The Watermelon Woman (1996)

Run Time: 90 min | IMDb: 6.7/10

The Watermelon Woman is not only historically significant, as it’s the first feature film directed by an out black lesbian; it’s also really good. (History and quality do not always go hand-in-hand — there’s a reason you probably can’t name the “first photorealistic computer-animated feature film.”) Directed by Cheryl Dunye, who also stars and wrote the incisive screenplay, The Watermelon Woman is a “black lesbian masterpiece” about a video store employee who wants to make a documentary about Faye Richards, the titular “watermelon woman,” a 1930s actress who was often cast in the “mammy” role.

The setting and wardrobe couldn’t be more ’90s, but The Watermelon Woman is a timeless “piece of art that allows us to think about who has access to representation, who has access to archives, and why women, people of color, and queer people have not had access to these powerful instruments,” producer Alexandra Juhasz told IndieWire.

Punks (2000)

Run Time: 101 min | IMDb: 7.1/10

Like so many film festival hits before it, Punks is almost impossible to find on the internet. But if you’re lucky enough to live near an indie theater that hosts a screening, like Brooklyn’s Nitehawk Cinema last year, do yourself a favor and go. I somehow saw the romantic-comedy, directed by Patrik-Ian Polk and produced by Babyface, in college, and while the details are fuzzy, I remember having a tremendous time. It’s the “gay male counterpart to Waiting to Exhale or Sex and the City with black, gay men,” depending on which comparison you want to go with, although both should sound intriguing.
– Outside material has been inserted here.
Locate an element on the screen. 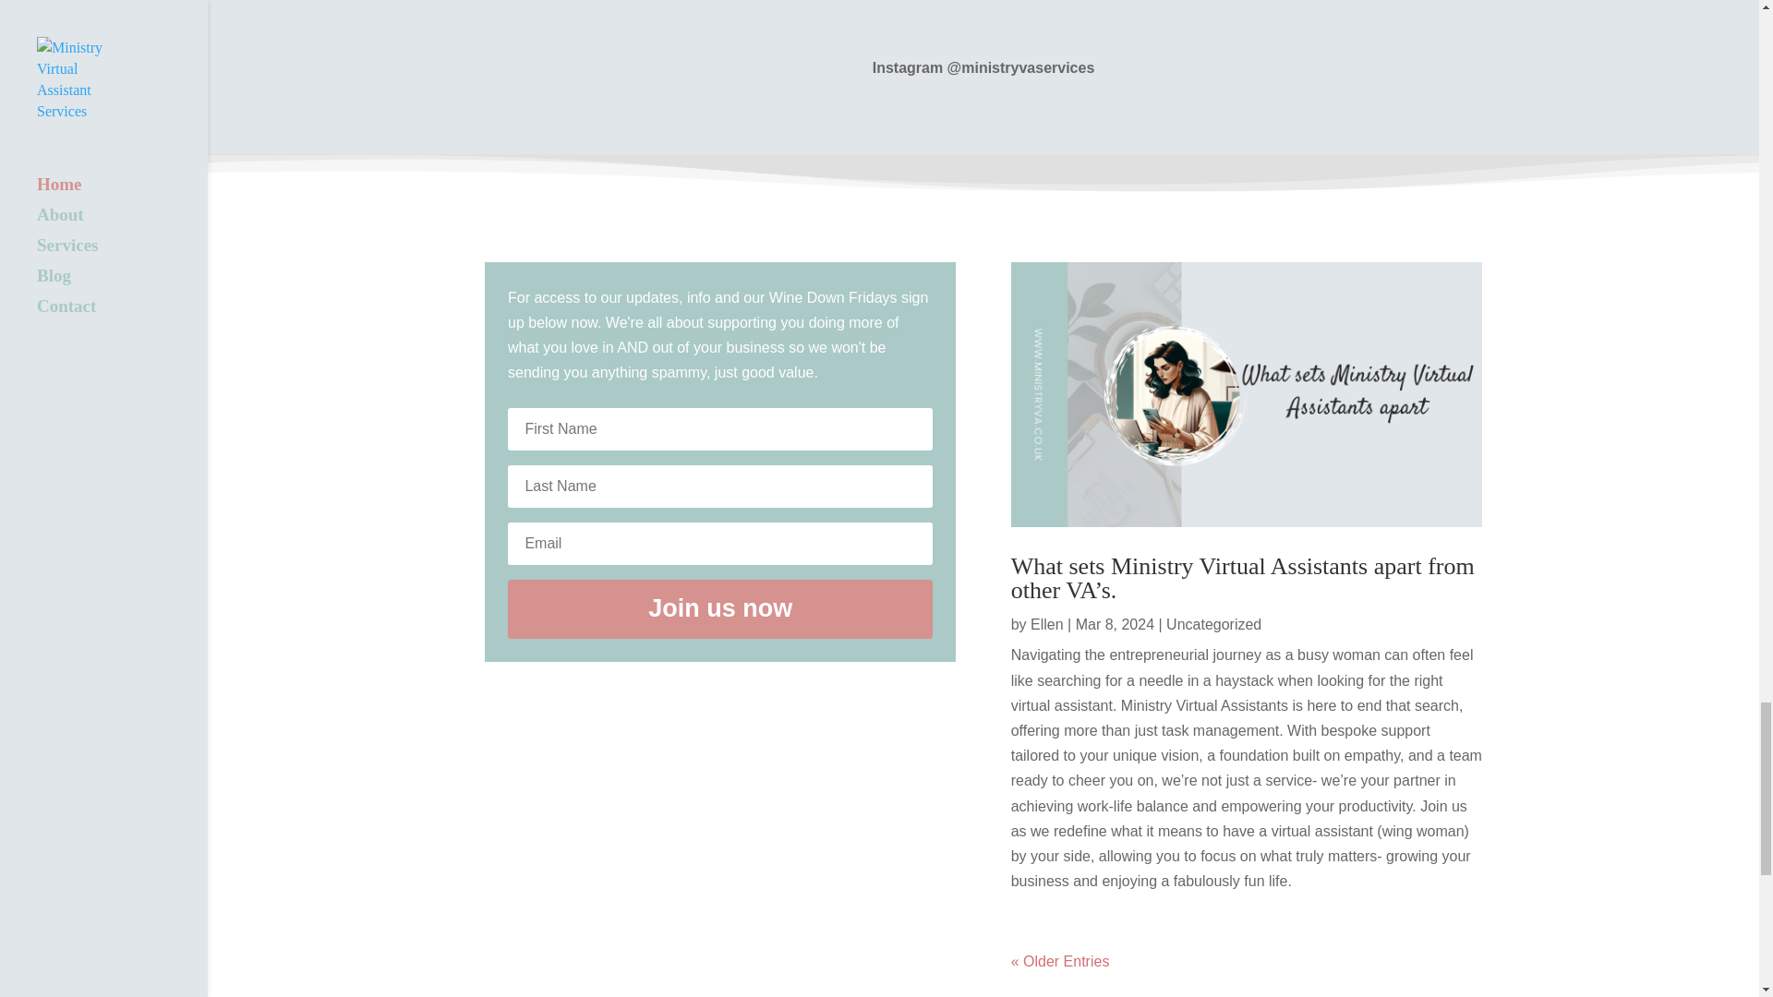 This screenshot has width=1773, height=997. Join us now is located at coordinates (719, 610).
“It was a gay, black film, and we’re talking about the year 2000. I mean, you know how kind of it’s still kind of taboo in certain things in pop culture. But back then, it was a different time, so no major distributors made offers on the film,” Polk told NPR about Punks in 2019. It finally found a small distributor, but they couldn’t afford the rights to the Sister Sledge songs in the movie, “and then people forget, and then you just move on and do other things,” Polk added. People did move on, but they didn’t forget Punks.